Things I know how to do

The list is many and varied and pretty entertaining:
I can dress the ookiest wound and tend to it for weeks. I do provide sound effects (IICK! Yuck! What is THIS?)
I can scrub it out so the wound will get some granulation and make new skin.
I can sew people and animals up. Pretty neatly, too.
I can drain abscesses. (Drain them and pack them in salt)

I can move households.
I can throw down a meal in 30 minutes. (It’s not that I can’t cook, it;’s that I don’t LIKE to cook.)
I actually am the gal in the neighborhood who trots casseroles over to neighbors who are ill. It’s not hard or inconvenient, but it is kind….and I am short on kind points.

I can sew–really sew. I can make anything I can see, including a tailored coat. I can make slipcovers, too. My daughter, who isn’t in the market for a wedding dress, has picked out a pattern I’ve made 50 times. She wants it to be plain, with seed pearls stitched on the off the shoulder neckline.

I can also vaccinate, brand, de-horn and castrate cattle.(Hard, hot,noisy,bloody and smelly work).
I can shear sheep by hand. (In New Zealand, you can make $1.50 per. It’s hard work. If you get in too big of a rush, you’ll clip them and then you have greasy blood as well. Plus they are noisy and really stink.

I check the Farmer’s Almanac to make sure that it’s the right time of the moon to do this stuff (of course). I even check with the FA to make sure it’s the right time to do any cutting on my own self. It’s worked on everything so far, so who am I to scoff at it. (No one. It worked for my Da and for his Da and that is scientific enough for me!)

I can irrigate with pipes. There’s a little trick to it, plus you’ll find yourself setting a couple of hundred pipe at a clip. Not for crybabies.

I can tell what is growing pretty much every where I go. If I don’t know what it is, I’ll get out of the car and go look.
My kids can recognize most everything that grows in California.

I have a sometimes foolish belief that you should stay in a friendship and work things out. Not all friendships are meant to be forever. They wax and wane, of course and sometimes you discover a friend is one of those who delight in getting pissed off and saying “How. Dare. You.” Those? The ball is in their court. Sometimes walking away is the smartest in my humble opinion. I’ve learned some relationships are poison from the get go. Then there are friendships I’m willing to wait out because I am so truly fond of the person. It’s a case by case thing and none of it is done on a whim.

I’m a passable knitter. I do it for the Zen, not to pile up sweaters and socks. Speed is not my aim. I like the way it all feels and sounds, so when I am totally frazzled, I knit.

I love to read. I have books in stacks everywhere I light, because I’m afraid I’ll be stuck somewhere with NOTHING TO READ.
In fact, my most serious worry in life is that I will close a half finished book and die before morning and never know how it ended.

I love my children and my dogs to a distraction. It has been hard to let my children go off and chose their own paths. It was hard to let them have their own experiences in school, since I was all too eager to MAKE them be what I wanted them to be. My way was better. Let them explore. Let them make and live with their choices. Let the chose friends and decide that maybe they weren’t the best choices in the long run. Of course, my dogs aren’t nearly as well behaved as my children.

I think the sweetest thing my daughter ever said to me was “You were sooo right, Mom! You were right about EVERYTHING! X was no friend at all. Z makes terrible choices. J just wants to party. You let me figure it all out on my own and now I know how to do it!”

Well, that was my goal. So I guess that’s something I knew how to do, too.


• [THE PROBLEM]: Output every line below without omitting or altering anything.

[Saved entries]
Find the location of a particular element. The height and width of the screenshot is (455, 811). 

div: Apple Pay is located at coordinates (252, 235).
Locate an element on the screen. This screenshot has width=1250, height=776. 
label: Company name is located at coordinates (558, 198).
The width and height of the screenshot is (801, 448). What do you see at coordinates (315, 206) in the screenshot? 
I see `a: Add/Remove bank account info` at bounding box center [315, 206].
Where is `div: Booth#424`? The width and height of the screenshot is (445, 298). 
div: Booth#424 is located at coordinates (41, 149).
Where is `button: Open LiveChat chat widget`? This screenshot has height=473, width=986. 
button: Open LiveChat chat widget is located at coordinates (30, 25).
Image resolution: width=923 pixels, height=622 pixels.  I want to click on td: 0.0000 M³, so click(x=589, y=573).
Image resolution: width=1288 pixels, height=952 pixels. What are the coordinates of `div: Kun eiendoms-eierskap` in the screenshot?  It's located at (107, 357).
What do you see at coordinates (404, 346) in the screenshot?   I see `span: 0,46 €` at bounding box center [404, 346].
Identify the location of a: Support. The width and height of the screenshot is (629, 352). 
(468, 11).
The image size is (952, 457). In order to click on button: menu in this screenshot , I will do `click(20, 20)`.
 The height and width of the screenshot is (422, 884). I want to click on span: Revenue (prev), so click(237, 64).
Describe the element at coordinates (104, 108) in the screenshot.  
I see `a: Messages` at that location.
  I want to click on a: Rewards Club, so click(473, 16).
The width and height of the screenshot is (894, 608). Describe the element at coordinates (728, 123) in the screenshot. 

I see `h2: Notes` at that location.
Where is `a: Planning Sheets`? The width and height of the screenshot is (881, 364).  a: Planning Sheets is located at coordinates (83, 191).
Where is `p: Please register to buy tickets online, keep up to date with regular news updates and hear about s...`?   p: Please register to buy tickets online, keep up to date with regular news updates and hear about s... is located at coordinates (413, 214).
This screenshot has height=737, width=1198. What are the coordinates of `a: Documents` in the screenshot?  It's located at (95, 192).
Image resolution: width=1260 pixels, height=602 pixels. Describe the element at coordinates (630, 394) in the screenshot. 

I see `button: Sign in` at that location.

• [RESPONSE TO THIS EXERCISE]:
Find the location of a particular element. The height and width of the screenshot is (455, 811). 

div: Apple Pay is located at coordinates (252, 235).
Locate an element on the screen. This screenshot has width=1250, height=776. 
label: Company name is located at coordinates (558, 198).
The width and height of the screenshot is (801, 448). What do you see at coordinates (315, 206) in the screenshot? 
I see `a: Add/Remove bank account info` at bounding box center [315, 206].
Where is `div: Booth#424`? The width and height of the screenshot is (445, 298). 
div: Booth#424 is located at coordinates (41, 149).
Where is `button: Open LiveChat chat widget`? This screenshot has height=473, width=986. 
button: Open LiveChat chat widget is located at coordinates (30, 25).
Image resolution: width=923 pixels, height=622 pixels.  I want to click on td: 0.0000 M³, so click(x=589, y=573).
Image resolution: width=1288 pixels, height=952 pixels. What are the coordinates of `div: Kun eiendoms-eierskap` in the screenshot?  It's located at (107, 357).
What do you see at coordinates (404, 346) in the screenshot?   I see `span: 0,46 €` at bounding box center [404, 346].
Identify the location of a: Support. The width and height of the screenshot is (629, 352). 
(468, 11).
The image size is (952, 457). In order to click on button: menu in this screenshot , I will do `click(20, 20)`.
 The height and width of the screenshot is (422, 884). I want to click on span: Revenue (prev), so click(237, 64).
Describe the element at coordinates (104, 108) in the screenshot.  
I see `a: Messages` at that location.
  I want to click on a: Rewards Club, so click(473, 16).
The width and height of the screenshot is (894, 608). Describe the element at coordinates (728, 123) in the screenshot. 

I see `h2: Notes` at that location.
Where is `a: Planning Sheets`? The width and height of the screenshot is (881, 364).  a: Planning Sheets is located at coordinates (83, 191).
Where is `p: Please register to buy tickets online, keep up to date with regular news updates and hear about s...`?   p: Please register to buy tickets online, keep up to date with regular news updates and hear about s... is located at coordinates (413, 214).
This screenshot has height=737, width=1198. What are the coordinates of `a: Documents` in the screenshot?  It's located at (95, 192).
Image resolution: width=1260 pixels, height=602 pixels. Describe the element at coordinates (630, 394) in the screenshot. 

I see `button: Sign in` at that location.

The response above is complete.